The new funding announced by Harris included a commitment by credit card giant Visa to invest more than $270 million over five years with an aim of bringing one million more businesses and 6.5 million people into a formal financial system in a region rife with corruption.
The North America branch of Yazaki, the Japanese autoparts maker, will invest $110 million, hiring more than 14,000 new employees in Guatemala and El Salvador, the White House said.
Other companies making commitments include clothing maker Gap and Millicon, a telecommunications company that plans to invest $700 million to expand mobile and broadband networks across the three countries.
Lack of respect
Lopez Obrador, a leftist populist who had developed a surprisingly close relationship with Biden’s predecessor Donald Trump, on Monday made good on threats to boycott the summit due to Biden’s refusal to invite the leaders of Cuba, Nicaragua and Venezuela on the grounds that the summit is only for democracies.
“You cannot have a Summit of the Americas if you do not have all the countries of the Americas attending,” Lopez Obrador said, complaining of US “hegemony” and “lack of respect for nations.”
US Secretary of State Antony Blinken sought until the last minute to woo Lopez Obrador, including by seeking lower-level participation by Cuba and easing some restrictions including on US flights to the communist island.
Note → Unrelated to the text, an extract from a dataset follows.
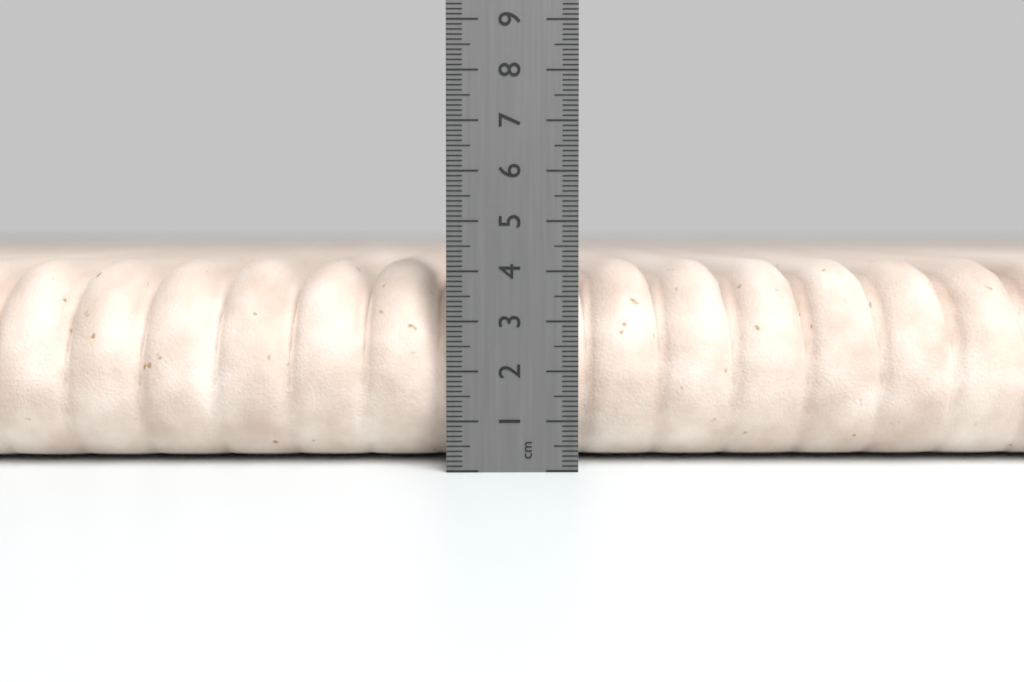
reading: 4.2 cm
But US officials said they saw no reciprocation from Cuban authorities, who recently went ahead with the trial of two dissident artists, making an invitation politically unpalatable in Washington where anti-communist Cuban-Americans hold sway.
“The challenges that these three regimes pose,” State Department spokesman Ned Price said, “were just insurmountable when you talk about bringing together a summit where democratic governance — democratic values — is on the agenda.”
Cuba — an arch-enemy of Washington since the aftermath of its 1959 communist revolution despite tentative attempts at a thaw by former president Barack Obama — denounced its exclusion from the summit as “anti-democratic.”
Venezuelan President Nicolas Maduro — considered illegitimate by Washington due to a 2018 election in which wide irregularities were reported — accused the United States of “discrimination.”
But Bob Menendez, a Cuban-American Democrat and chairman of the Senate Foreign Relations Committee, hailed the administration for standing firm.
“I join those increasingly concerned by President Lopez Obrador’s decision to stand with dictators and despots over representing the interests of the Mexican people in a summit with his partners from across the hemisphere,” Menendez said.